[Problem requirements] When you reach the line that contains "Identify the location", please begin copying, and carry on exactly to the last line of the material, leaving out every picture.

[Recorded information]
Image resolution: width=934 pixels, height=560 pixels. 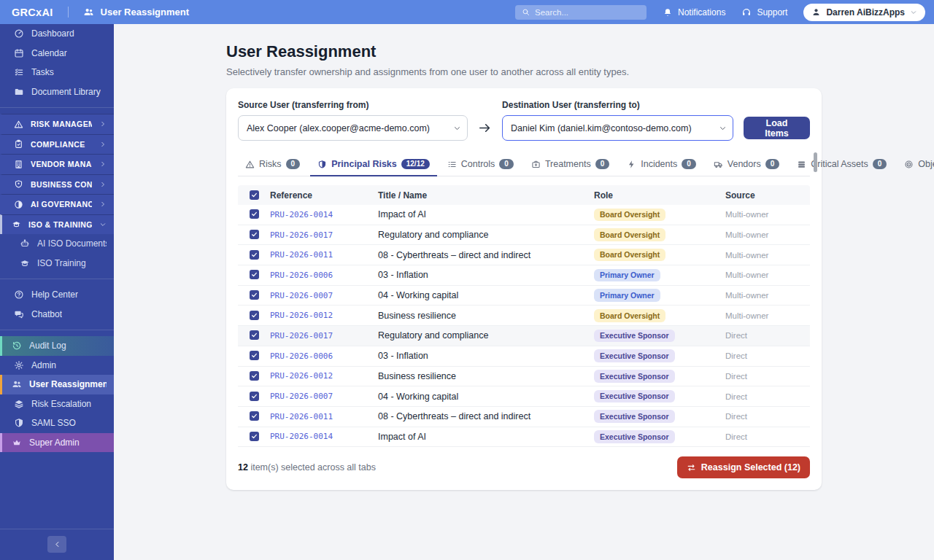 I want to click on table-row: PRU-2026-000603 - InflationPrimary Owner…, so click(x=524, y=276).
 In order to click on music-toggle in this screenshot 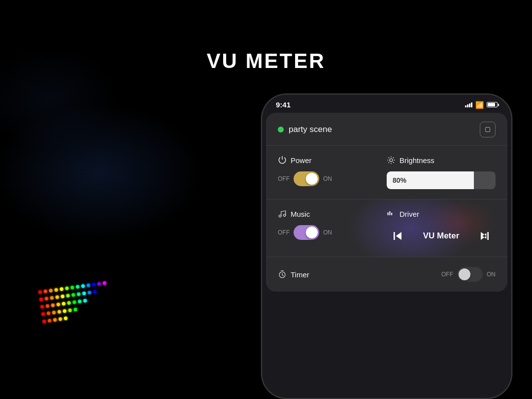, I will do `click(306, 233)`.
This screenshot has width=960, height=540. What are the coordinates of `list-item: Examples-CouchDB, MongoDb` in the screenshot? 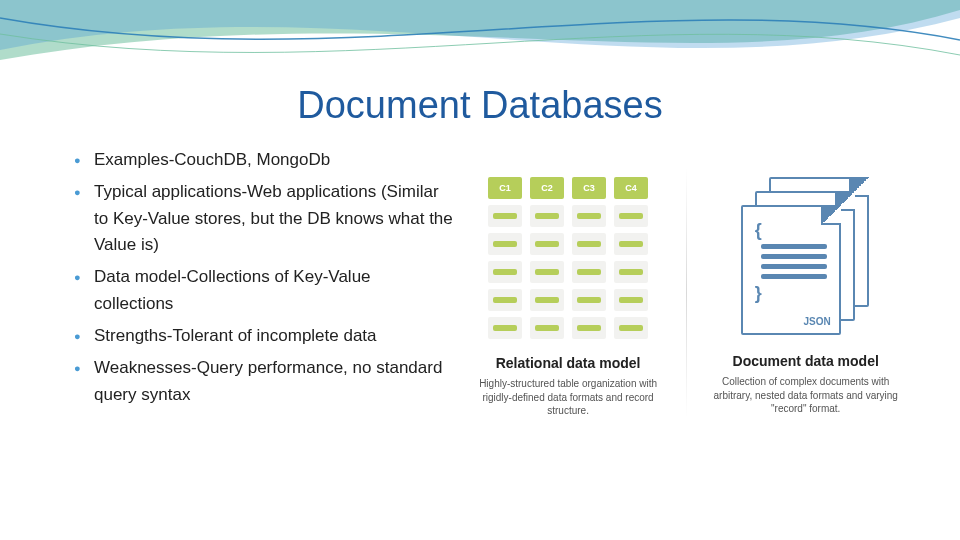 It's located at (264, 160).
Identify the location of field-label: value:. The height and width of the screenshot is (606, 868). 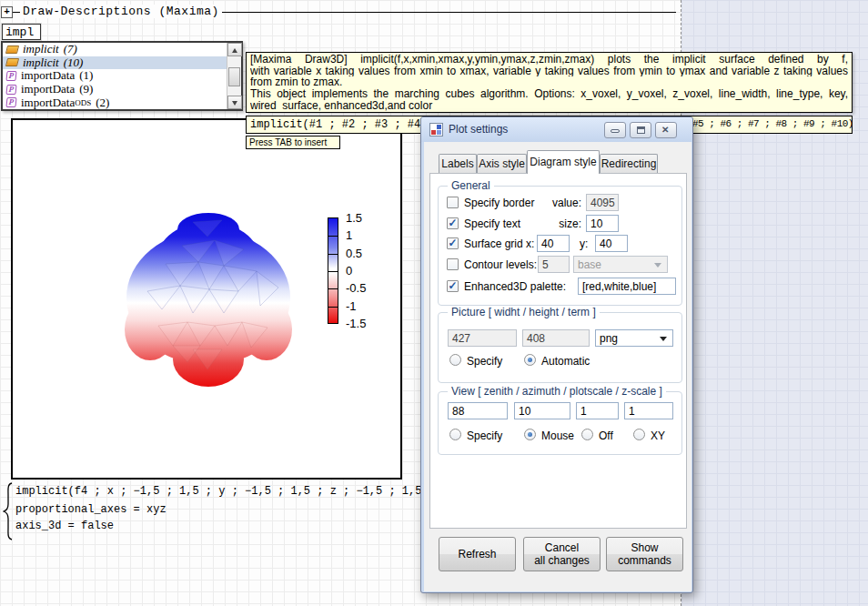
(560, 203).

[Result]
Identify the location of field-label: value:. The height and width of the screenshot is (606, 868). 
(560, 203).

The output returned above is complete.